Three trends on China’s internet in 2011

Looking back at China’s internet in 2011, there were three broad trends that deserve greater attention. The first trend was a general shift from emotionally-driven nationalist chatter as the defining tone of China’s internet toward a more basic attention to issues of public welfare. The second was the rise of what we can call the “social power of the internet” (网络社会力 ). And the third trend was a more pronounced deficit in understanding on the government’s part about the role it should play in a networked society. While it became readily apparent, that is, that we now have a networked civil society in China, it became clearer at the same time that we lack government administrators who are internet literate

Nationalism has been a defining issue on China’s internet since the very beginning. ... The nationalist trend online peaked in 2008 following March riots in Tibet that year, and in the midst of the international torch relay for the Beijing Olympics. ... Many people still sympathetically push for greater Chinese nationalism, calling for a stronger China. But ever since 2008 the trend has been for nationalistic agendas to take a back seat to agendas relating to the welfare of the people. As social tensions in China have grown more serious, Chinese have devoted more attention to social development issues that are more concretely relevant to their lives.

China is entering an era of “rights.” Farmers, workers and an newly-emerging middle class are all fighting for their civil rights. Since the 1990s, along with a number of “important turns and other reversals” (Sun Liping’s phrase), there has been a clear expansion of social conflict and opposition in China, both in terms of frequency and scale. Researchers have observed that perhaps one of the most apparent new characteristics of this [social unrest] is the use of sophisticated electronic technologies, which enable protesters to connect more readily and make it possible also to communicate with media and supporters in the international community.
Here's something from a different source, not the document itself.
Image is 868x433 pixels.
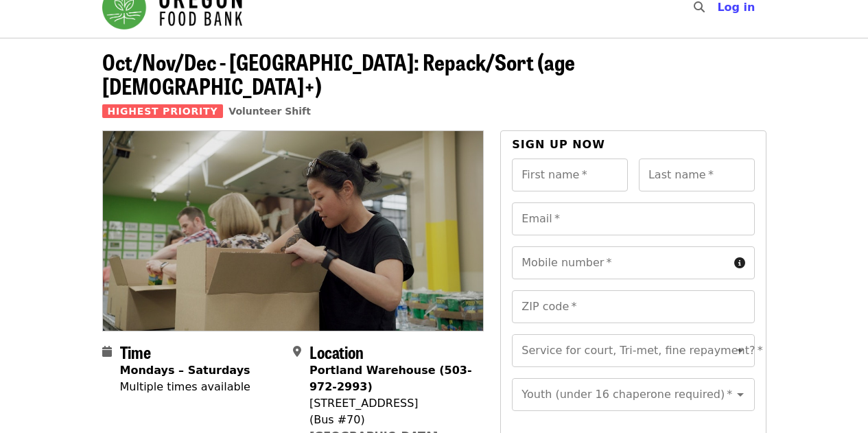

The internet naturally generates knowledge and value from the end user and not from centralized gatekeepers — and the right to connectivity, use and dissemination are to a great degree built into the fabric of the internet. For this reason, the building of internet governance policies should proceed along the same lines, raising competition, encouraging innovation, permitting free expression, raising credibility, all with minimal government interference.

Unfortunately, internet governance in China at present goes entirely against these principles. If China’s internet is to continue to develop, internet users and the government will have to work together toward mutual interests, jointly formulating principles [for internet use and development].

http://cmp.hku.hk/2012/01/16/18013/

It's a really long article with a lot of insights (or at least informed opinions) into what is happening in China.